Facilities Management Challenges and Opportunities
The Road Ahead
The workplace is changing in unprecedented ways. It’s not unreasonable to speculate that, in the near future, a much smaller number of people will travel to a location every day and work in an assigned office or cubicle.
Additionally, as the nature of business teams becomes more intricate, companies are seeking to become more agile and cooperative. More people are working remotely and at different times of the day. As a result, coworkers are having fewer personal interactions and communicating increasingly through platforms like email and conference calls.
In our experience, companies are migrating to more agile workplaces in order to:
- recruit a new generation of talent
- retain existing talent
- create a more collaborative workplace
- reduce square footage and contain real estate costs
Achieving these results requires companies to provide their employees with a high level of service. This is more challenging in an agile workplace than a traditional business environment. How do you deliver regular and accountable mail to employees who are in a different place each day and/or might not be in the office at all? How do you make people who may only come to the office two days a week comfortable? How do you schedule and effectively utilize shared conference space? Where and how do you store personal and work-related items?
These and other challenges add up to complex problems for facilities management executives and their teams. In order to navigate the road ahead, they are expected to find solutions, adapt to the changing workplace and deliver superior logistics and other vital services that support the company’s employees and site operations. But that’s not all. FM professionals also are increasingly being asked to accomplish these goals with the same—or fewer—resources and a smaller budget.
With this demanding scenario in mind, our goal for “The Road Ahead” is to help FM professionals:
- share what they consider to be their top priorities
- clarify tools and techniques that might provide an edge in achieving their goals
- identify facilities management activities that present the greatest challenge to success
- uncover possible hidden opportunities for driving continuous improvement in delivering exceptional support services
Which tools, techniques, or methods have the greatest impact on improving facilities support services?
Key Findings
In our survey, FM executives provided their feedback on a number of topics related to these issues, including what they believe are their most important and challenging management responsibilities. Among other important data, “The Road Ahead” has yielded the following key findings:
- Compared with other tools, techniques or methods, facilities management applications offer the greatest impact on improving facilities support services.
- The management responsibility seen as most important is maintaining high customer satisfaction.
- Among jobs that are difficult to staff within facility support services, office support positions are considered the most challenging.
- FM executives specified that maintaining staff levels is the most difficult activity to manage compared to other responsibilities.

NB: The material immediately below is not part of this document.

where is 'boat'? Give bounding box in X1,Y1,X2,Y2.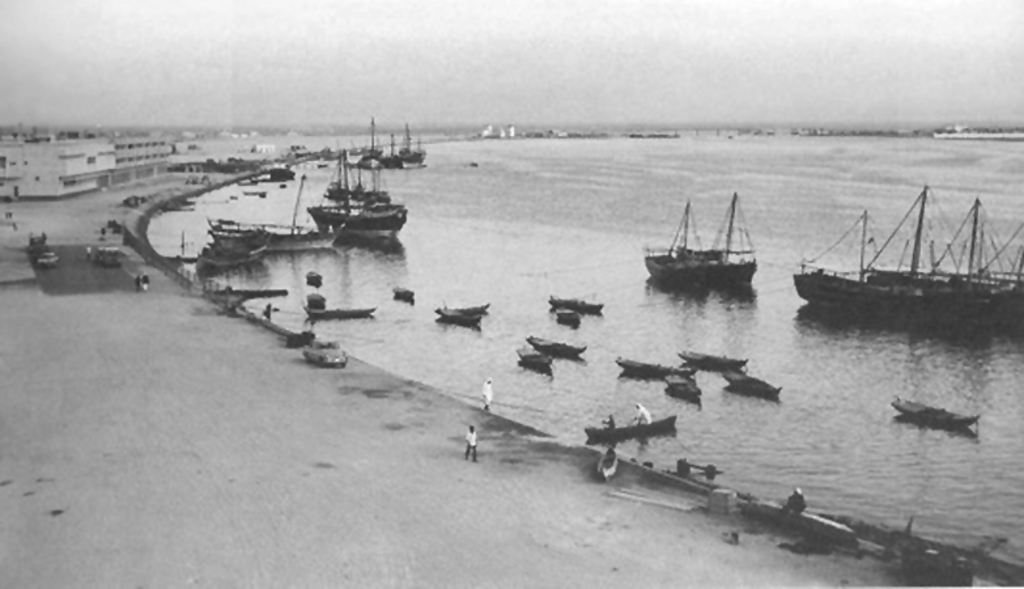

- Top among support services that need improvement is data collection and reporting.
Summing Up
Increasingly, organizations are moving toward a different type of work environment: one that is more agile, characterized by unassigned office and desk space. In some cases this new business setting integrates the latest technology, constructed to represent the values of the corporation and designed to attract, develop and retain the best talent while reducing real estate costs.
To help their companies cost-effectively and efficiently manage these kinds of transitions, facilities management operations are looking for fresh approaches. One strategy, for example, is to reduce the number of suppliers by consolidating select support services for the day-to-day workplace services under one supplier, one contract and one uniform service level agreement across all sites. Ideally, this could mean partnering with a supplier capable of delivering more value to the enterprise by supporting logistics processes with Six Sigma practices and logistics management tools.
Other benefits such a partner might offer include flexible staffing to match the client needs; consistent service level agreements; continuous training and improvement and visibility into operational performance metrics and data. Many of these managerial strategies have been spotlighted in this survey. Whatever challenges the future holds, service providers such as Canon will continue to advance new solutions that enable facilities management operations to meet their most important goal: maintaining the finest quality customer satisfaction.